Dani was not, as Benitez had told her, the first girl to be recruited by La Iniciativa. She was not even the first who had come as far as San Eduardo to learn Summer Monroe's dark secret; there had been a German girl that Benitez and Summer had lured out to the Oveja just a year earlier. But it had been Summer's hope that if she could get Dani to come with her on just one trip to a Huaca village, she might be able to convince her to stay.

"We're doing good things here," Summer had insisted. "You don't even need to commit to anything. Just come to Aya Pampa with me tomorrow."

But Dani had refused. Tomorrow morning, at first light, she'd be on the first mini-bus heading back to La Paz. Benitez had already lined it up for her with one of the drivers downstairs in the bar.

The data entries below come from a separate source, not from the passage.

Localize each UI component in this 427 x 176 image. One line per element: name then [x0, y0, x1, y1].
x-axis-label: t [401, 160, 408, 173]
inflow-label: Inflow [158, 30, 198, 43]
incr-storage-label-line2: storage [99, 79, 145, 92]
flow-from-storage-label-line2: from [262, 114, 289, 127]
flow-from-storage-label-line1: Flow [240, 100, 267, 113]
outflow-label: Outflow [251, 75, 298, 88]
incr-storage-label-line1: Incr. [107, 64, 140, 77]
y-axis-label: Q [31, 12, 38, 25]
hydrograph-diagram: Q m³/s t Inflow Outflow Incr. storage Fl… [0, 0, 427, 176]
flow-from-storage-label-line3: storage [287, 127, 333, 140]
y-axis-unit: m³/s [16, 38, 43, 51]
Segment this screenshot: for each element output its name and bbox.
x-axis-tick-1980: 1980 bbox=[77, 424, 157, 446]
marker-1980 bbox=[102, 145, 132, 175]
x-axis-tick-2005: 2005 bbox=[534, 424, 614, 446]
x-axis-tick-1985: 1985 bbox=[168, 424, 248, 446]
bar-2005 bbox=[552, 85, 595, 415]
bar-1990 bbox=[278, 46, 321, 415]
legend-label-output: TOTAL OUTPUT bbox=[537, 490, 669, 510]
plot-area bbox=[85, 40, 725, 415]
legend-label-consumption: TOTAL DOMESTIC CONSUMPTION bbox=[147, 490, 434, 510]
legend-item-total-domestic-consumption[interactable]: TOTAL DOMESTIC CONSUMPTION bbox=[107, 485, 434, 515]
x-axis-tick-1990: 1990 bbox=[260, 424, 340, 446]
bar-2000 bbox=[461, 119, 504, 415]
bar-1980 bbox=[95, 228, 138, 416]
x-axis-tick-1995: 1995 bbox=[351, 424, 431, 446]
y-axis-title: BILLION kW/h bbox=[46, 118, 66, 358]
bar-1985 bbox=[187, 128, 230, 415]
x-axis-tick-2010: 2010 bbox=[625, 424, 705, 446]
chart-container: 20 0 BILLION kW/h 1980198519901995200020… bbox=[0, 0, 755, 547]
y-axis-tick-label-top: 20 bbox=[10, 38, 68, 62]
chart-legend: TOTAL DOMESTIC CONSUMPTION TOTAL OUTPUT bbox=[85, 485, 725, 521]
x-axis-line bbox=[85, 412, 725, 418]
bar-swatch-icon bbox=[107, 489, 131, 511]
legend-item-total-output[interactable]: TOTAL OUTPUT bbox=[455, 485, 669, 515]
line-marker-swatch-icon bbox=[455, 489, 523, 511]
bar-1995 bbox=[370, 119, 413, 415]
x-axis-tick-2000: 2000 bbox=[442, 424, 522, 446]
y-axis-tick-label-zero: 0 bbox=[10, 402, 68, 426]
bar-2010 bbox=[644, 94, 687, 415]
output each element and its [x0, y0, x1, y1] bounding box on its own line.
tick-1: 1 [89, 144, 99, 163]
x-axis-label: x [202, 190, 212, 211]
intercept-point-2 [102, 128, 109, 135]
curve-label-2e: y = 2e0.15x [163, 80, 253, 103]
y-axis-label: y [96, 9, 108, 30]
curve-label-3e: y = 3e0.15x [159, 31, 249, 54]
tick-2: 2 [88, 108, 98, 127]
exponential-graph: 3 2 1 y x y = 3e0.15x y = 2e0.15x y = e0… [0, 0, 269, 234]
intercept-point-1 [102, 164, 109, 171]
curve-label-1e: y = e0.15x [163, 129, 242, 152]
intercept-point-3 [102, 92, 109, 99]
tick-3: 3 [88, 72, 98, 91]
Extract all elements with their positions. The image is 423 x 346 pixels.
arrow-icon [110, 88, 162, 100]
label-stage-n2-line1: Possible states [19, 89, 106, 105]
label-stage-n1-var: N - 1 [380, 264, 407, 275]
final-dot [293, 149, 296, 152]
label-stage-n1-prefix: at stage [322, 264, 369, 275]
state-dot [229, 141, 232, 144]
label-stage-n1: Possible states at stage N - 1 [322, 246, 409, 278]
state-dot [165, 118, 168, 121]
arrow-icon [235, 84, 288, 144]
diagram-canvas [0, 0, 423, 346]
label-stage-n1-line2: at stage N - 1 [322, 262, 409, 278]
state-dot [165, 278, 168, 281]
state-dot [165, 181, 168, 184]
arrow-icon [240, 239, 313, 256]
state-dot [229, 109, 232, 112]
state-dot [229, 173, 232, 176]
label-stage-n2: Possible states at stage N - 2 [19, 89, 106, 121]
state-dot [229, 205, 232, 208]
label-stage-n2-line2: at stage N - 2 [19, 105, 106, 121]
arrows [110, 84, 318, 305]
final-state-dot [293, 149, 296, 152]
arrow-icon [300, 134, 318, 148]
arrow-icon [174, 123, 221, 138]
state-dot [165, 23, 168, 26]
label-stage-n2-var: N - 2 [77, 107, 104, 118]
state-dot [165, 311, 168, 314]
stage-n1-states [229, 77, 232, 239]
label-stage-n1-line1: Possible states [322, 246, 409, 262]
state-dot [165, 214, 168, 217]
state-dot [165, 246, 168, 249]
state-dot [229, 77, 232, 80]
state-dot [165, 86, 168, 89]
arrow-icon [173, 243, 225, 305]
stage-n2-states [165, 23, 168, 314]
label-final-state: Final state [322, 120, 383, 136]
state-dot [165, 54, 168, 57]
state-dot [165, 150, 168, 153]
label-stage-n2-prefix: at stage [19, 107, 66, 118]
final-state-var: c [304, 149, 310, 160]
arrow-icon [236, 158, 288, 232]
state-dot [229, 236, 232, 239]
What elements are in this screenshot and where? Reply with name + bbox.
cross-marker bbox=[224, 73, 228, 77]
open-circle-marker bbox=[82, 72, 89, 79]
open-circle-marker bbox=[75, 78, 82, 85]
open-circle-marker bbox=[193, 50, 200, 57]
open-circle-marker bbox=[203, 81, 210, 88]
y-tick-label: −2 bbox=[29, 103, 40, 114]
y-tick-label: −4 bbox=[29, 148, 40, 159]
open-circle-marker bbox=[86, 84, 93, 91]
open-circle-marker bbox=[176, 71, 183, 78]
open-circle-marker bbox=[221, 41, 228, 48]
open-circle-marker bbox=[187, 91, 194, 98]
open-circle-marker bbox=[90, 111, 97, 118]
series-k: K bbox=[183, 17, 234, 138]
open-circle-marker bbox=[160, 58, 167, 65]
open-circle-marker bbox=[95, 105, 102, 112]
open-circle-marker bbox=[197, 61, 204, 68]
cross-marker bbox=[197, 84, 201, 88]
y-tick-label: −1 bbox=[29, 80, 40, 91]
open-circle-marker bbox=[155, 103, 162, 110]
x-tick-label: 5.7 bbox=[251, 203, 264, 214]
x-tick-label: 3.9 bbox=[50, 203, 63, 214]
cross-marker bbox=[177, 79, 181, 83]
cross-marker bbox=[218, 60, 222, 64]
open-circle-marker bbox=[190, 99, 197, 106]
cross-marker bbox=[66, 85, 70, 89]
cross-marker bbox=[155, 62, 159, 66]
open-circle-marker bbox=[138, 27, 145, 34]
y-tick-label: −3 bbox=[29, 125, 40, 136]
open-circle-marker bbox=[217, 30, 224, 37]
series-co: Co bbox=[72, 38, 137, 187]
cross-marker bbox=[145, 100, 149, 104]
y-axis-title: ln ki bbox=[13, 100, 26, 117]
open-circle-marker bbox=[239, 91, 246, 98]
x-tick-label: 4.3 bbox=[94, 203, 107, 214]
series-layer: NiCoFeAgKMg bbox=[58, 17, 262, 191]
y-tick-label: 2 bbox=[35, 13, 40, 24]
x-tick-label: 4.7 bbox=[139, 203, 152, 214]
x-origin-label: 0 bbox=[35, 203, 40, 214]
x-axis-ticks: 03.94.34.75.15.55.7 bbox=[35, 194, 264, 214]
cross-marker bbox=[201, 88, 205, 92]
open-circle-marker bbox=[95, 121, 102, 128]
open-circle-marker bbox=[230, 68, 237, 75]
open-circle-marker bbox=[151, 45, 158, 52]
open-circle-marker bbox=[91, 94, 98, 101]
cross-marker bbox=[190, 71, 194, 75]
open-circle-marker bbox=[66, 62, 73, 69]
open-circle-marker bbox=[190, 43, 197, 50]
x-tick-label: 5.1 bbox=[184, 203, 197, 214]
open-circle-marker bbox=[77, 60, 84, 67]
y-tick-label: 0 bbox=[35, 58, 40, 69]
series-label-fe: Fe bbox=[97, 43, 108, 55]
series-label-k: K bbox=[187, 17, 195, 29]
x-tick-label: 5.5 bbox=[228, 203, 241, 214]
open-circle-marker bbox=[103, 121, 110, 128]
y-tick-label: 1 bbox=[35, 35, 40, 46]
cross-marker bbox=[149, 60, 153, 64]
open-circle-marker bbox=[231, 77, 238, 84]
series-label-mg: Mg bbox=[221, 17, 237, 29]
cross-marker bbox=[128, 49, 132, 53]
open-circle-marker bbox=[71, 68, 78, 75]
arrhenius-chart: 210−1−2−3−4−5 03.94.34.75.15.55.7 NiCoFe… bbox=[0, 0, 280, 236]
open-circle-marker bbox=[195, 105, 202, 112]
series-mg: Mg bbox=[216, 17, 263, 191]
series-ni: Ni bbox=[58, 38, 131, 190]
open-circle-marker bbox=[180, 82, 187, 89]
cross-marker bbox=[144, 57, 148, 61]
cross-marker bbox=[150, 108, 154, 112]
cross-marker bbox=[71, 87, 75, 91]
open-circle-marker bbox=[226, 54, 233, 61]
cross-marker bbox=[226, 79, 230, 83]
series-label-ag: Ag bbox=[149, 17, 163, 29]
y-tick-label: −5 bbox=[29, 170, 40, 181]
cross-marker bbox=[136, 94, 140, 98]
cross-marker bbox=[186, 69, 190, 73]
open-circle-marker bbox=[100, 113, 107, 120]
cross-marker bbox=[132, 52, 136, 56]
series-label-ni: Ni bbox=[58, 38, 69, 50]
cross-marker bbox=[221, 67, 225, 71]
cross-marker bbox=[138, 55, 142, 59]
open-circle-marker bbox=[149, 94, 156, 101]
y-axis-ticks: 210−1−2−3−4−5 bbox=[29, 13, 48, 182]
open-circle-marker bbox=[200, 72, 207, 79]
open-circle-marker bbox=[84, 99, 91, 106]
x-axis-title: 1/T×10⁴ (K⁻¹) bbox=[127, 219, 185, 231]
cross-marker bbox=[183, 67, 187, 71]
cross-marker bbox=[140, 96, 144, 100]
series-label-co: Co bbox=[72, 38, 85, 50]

She wanted no part of what Summer was doing, and she certainly wasn't going to play the role that Summer had envisioned.

Dani wasn't sure what she'd been expecting of Summer Monroe, but her jaw nearly dropped when she first caught sight of the woman. Dani was capable of turning heads in a bar, but Summer was on a whole other level. She was like a movie star, transplanted to the far ends of the Earth. Blonde hair, blue eyes, and an ageless beauty that any woman would have aspired to. Dani couldn't even place how old she was. Thirties? Forties? Gun to her head, she might have guessed forty, but Dani knew for a fact that this would have been impossible; Summer had been in Bolivia for almost two decades now. The woman was just gorgeous.

She'd been reading in bed when Benitez had knocked on the door, and perhaps Dani's first sign that something was wrong with all this should have been the fact that Summer had answered the door wearing nothing more than a soft pink camisole and a matching pair of boyshort-cut panties. Even more bizarre, however, was the fact that Benitez didn't bat an eye, or that Summer herself made no attempt to cover up or apologize for her state of undress as Dani and Benitez stepped into the room.

Summer wasn't alone, either -- Dani was politely introduced to a Huaca girl about her own age named Taksa Kuchu. The girl was no more dressed than the older woman, wearing a simple, but low-cut, cotton slip. As with Summer, Benitez didn't react as if any of this was at all odd, that it wasn't a bit weird that the two of them had just walked in on some sort of lingerie party. Taksa Kuchu, Summer explained, was a votary of the Huaca earth goddess, known throughout the valley as "Sipusiki." She was a priestess in the Temple of Sipusiki, in the city of Yapamantataq, but had been accompanying Summer on her mission for the past few years.

They made pleasant small talk, and Summer asked about Dani's trip. Once Dani had downed her first beer uncomfortably, Summer sent Benitez downstairs to fetch her another. She showed the girl where she'd be sleeping that night; with only two rooms for rent in the Oveja, it was girls here, boys across the hall. There was no running water on the second floor; if Dani wanted to take a shower the following morning -- and she did -- she'd have to use the outdoor shower behind the bar. Once Benitez had returned, and Dani had taken a few more sips of her beer, Summer gathered her courage and dropped the bombshell.